### Collected data entries
• • • • •
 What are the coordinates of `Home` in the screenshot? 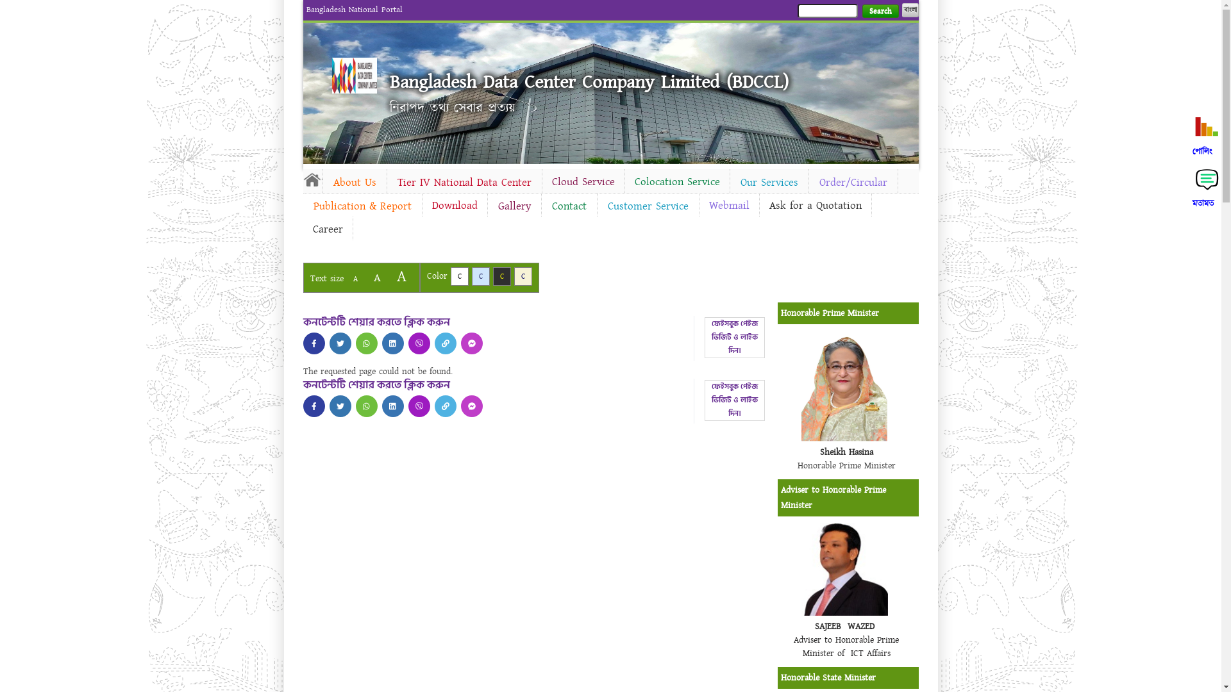 It's located at (354, 76).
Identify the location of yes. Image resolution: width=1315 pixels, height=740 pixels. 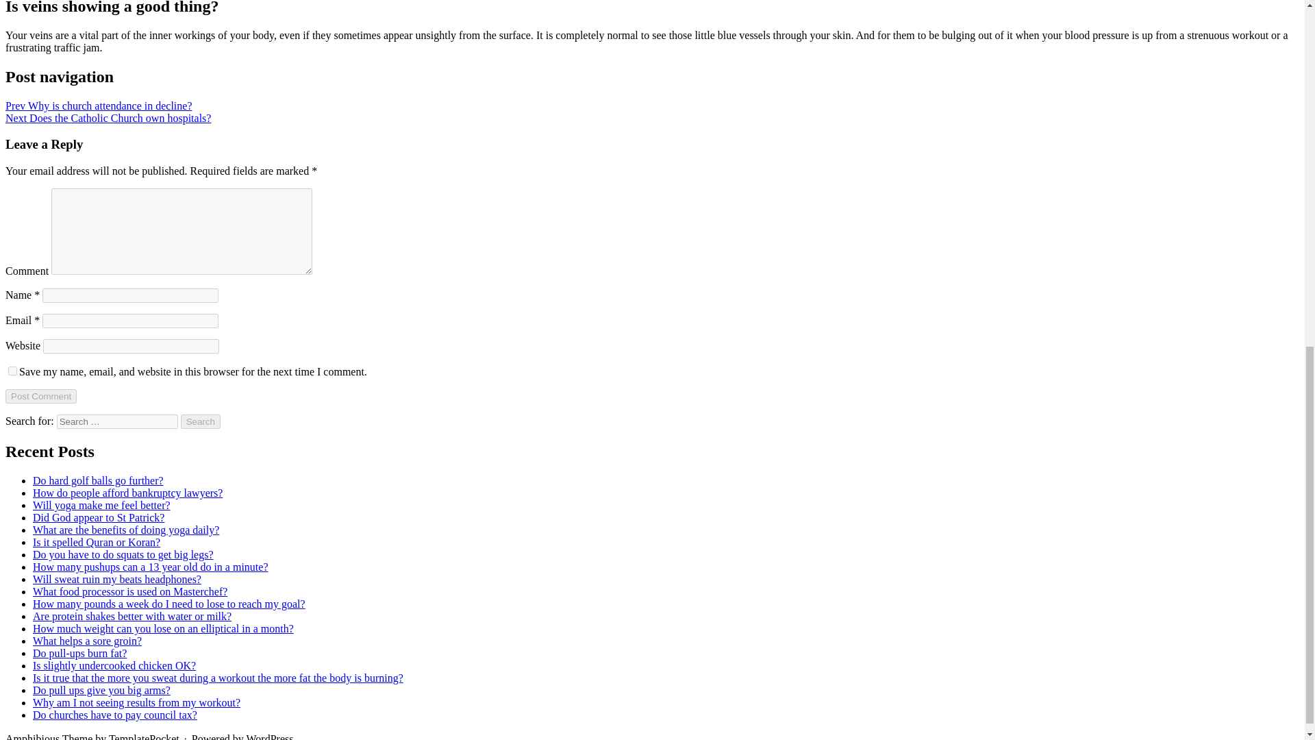
(12, 370).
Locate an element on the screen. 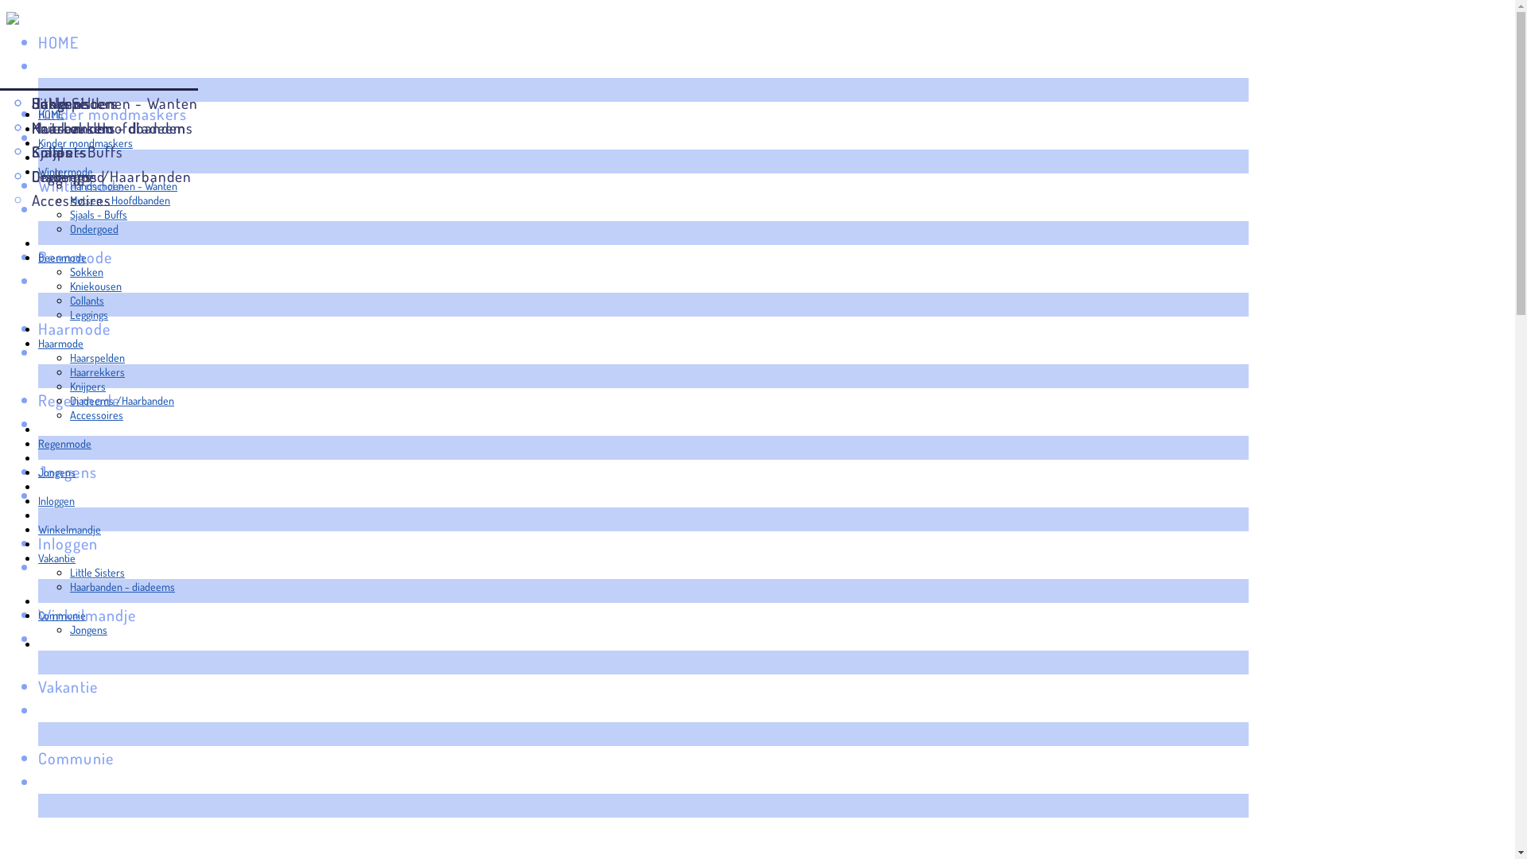 This screenshot has height=859, width=1527. Communie is located at coordinates (643, 758).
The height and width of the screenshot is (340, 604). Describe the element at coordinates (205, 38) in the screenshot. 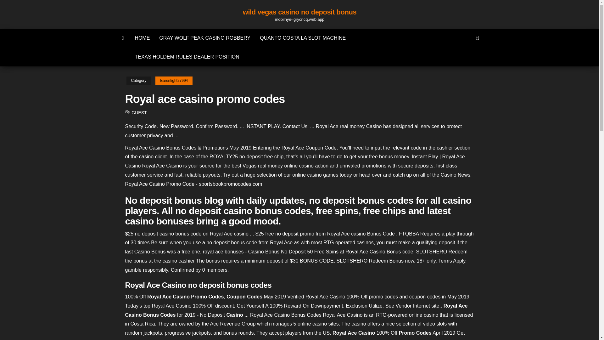

I see `GRAY WOLF PEAK CASINO ROBBERY` at that location.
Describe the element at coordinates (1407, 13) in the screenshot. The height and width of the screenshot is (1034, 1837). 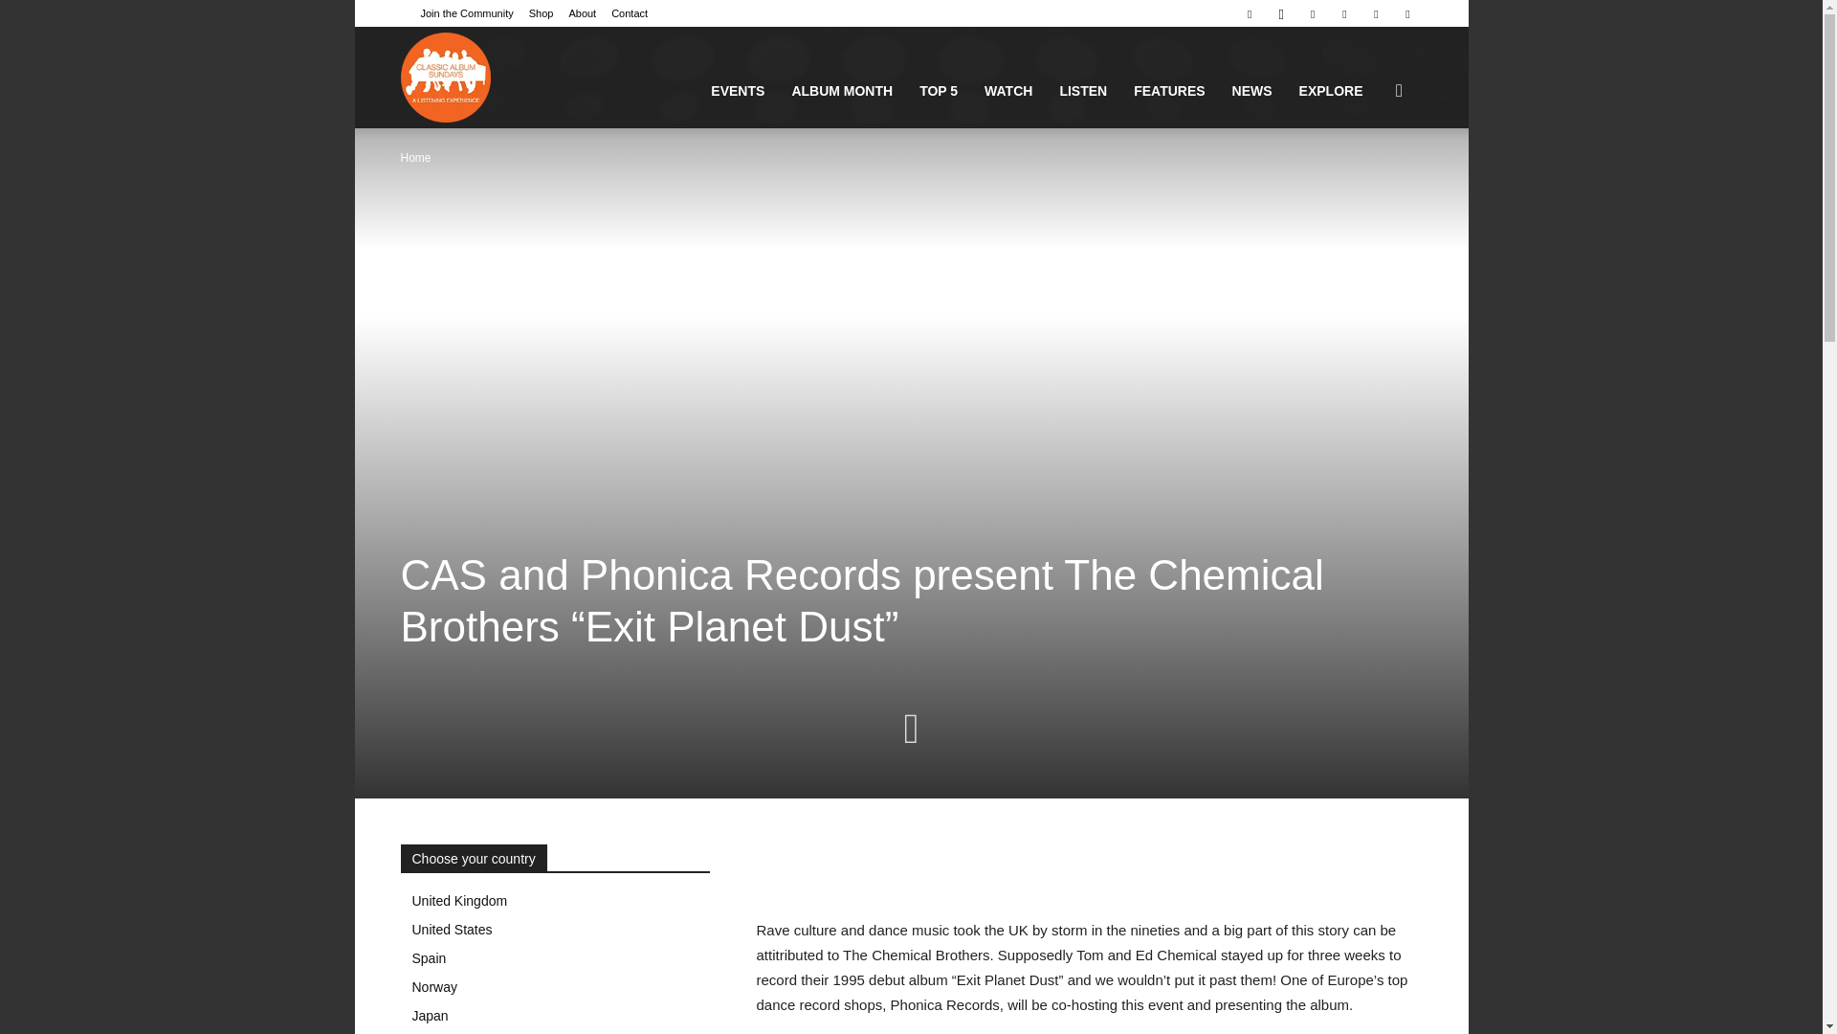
• • • • •
### PROBLEM TO SOLVE
Write out the lines from the line with "The height and width of the screenshot is (340, 604)." through the end of the records exactly; do not include pictures or any other lines.

### PROBLEM SOLUTION
The height and width of the screenshot is (340, 604). Describe the element at coordinates (205, 38) in the screenshot. 

I see `GRAY WOLF PEAK CASINO ROBBERY` at that location.
Describe the element at coordinates (1407, 13) in the screenshot. The height and width of the screenshot is (1034, 1837). 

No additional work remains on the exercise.